Check this https://groups.google.com/forum/#!topic/android-platform/hN5WfXRzXpI read the 5th post
p2pconfig.wps.setup=WpsInfo.KEYPAD(don't specify p2pconfig.wps.pin) works fine for me.It displays a dynamically generated key on the device from which we are trying to connect to be entered on the other device.
In this case you don't need to listen on any b'cast receiver to detect the connection.The wpa_supplicant takes care of it and prompts you to enter the pin.For a clear picture, look at the logcat(I use adb from ADT(sdk+eclipse) to see the logcat) of wpa_supplicant while connection is in progress.

How can I avoid or dismiss Android's Bluetooth pairing notification when I am doing programmatic pairing?

I have an app where I am programmatically controlling Bluetooth pairing and unpairing. I can pair before connection and unpair afterwards. The reason I need to do this is specific to my application and not in the scope of my question.
Basically what I am doing is:
Get a reference ib to IBluetooth object as described in this answer
Register a BroadcastReceiver for android.bluetooth.device.action.PAIRING_REQUEST
Call ib.createBond(address)
Wait for BroadcastReceiver to trigger
Convert user pin into bytes with convertPinToBytes()
Call ib.setPin(address, pinBytes) from within BroadcastReceiver
Anyways, this approach works great, except for the fact that when I do the pairing, I get a notification in the Status bar requesting that the user enter a PIN to complete the pairing. But this is in fact unnecessary, because by the time the user sees this, my app has already used setPin().

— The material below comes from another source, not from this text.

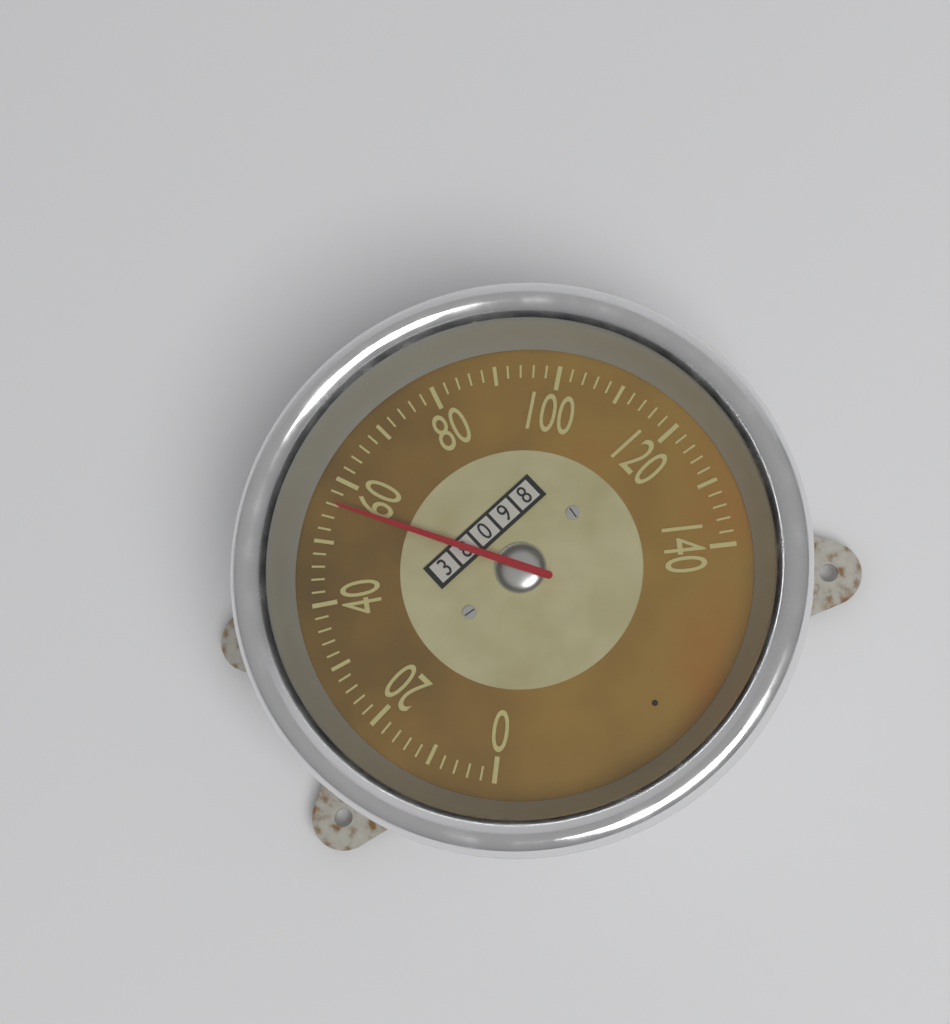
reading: 56 (no unit)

I'd really like for that notification to either a) not appear at all, or b) be dismissed automatically somehow.
I realize this may not even be possible, but I thought I would ask in case someone has a creative idea.
Try setting the confirmation first in the PAIRING_REQUEST
BluetoothDevice device = intent.getParcelableExtra("android.bluetooth.device.extra.DEVICE");
device.getClass().getMethod("setPairingConfirmation", boolean.class).invoke(device, true);
device.getClass().getMethod("cancelPairingUserInput").invoke(device);
This worked for me between two Android devices using RFCOMM but I'm not entering any PINs
Since Android API 19 Google switched these Methods to public Methods, so there is no need for Reflection any more. :)
Do this in the PAIRING_REQUEST notification event:
BluetoothDevice localBluetoothDevice = (BluetoothDevice)intent.getParcelableExtra("android.bluetooth.device.extra.DEVICE");
Class localClass = localBluetoothDevice.getClass();
Class[] arrayOfClass = new Class[0];
localClass.getMethod("cancelPairingUserInput", arrayOfClass).invoke(paramBluetoothDevice, null)).booleanValue();
But you gotta tell me how did you pair your remote device without the user to enter Passkey/PIN? off course, you know the PIN for the remote device which is trying to pair to your device but how did you provide that PIN to the remote device.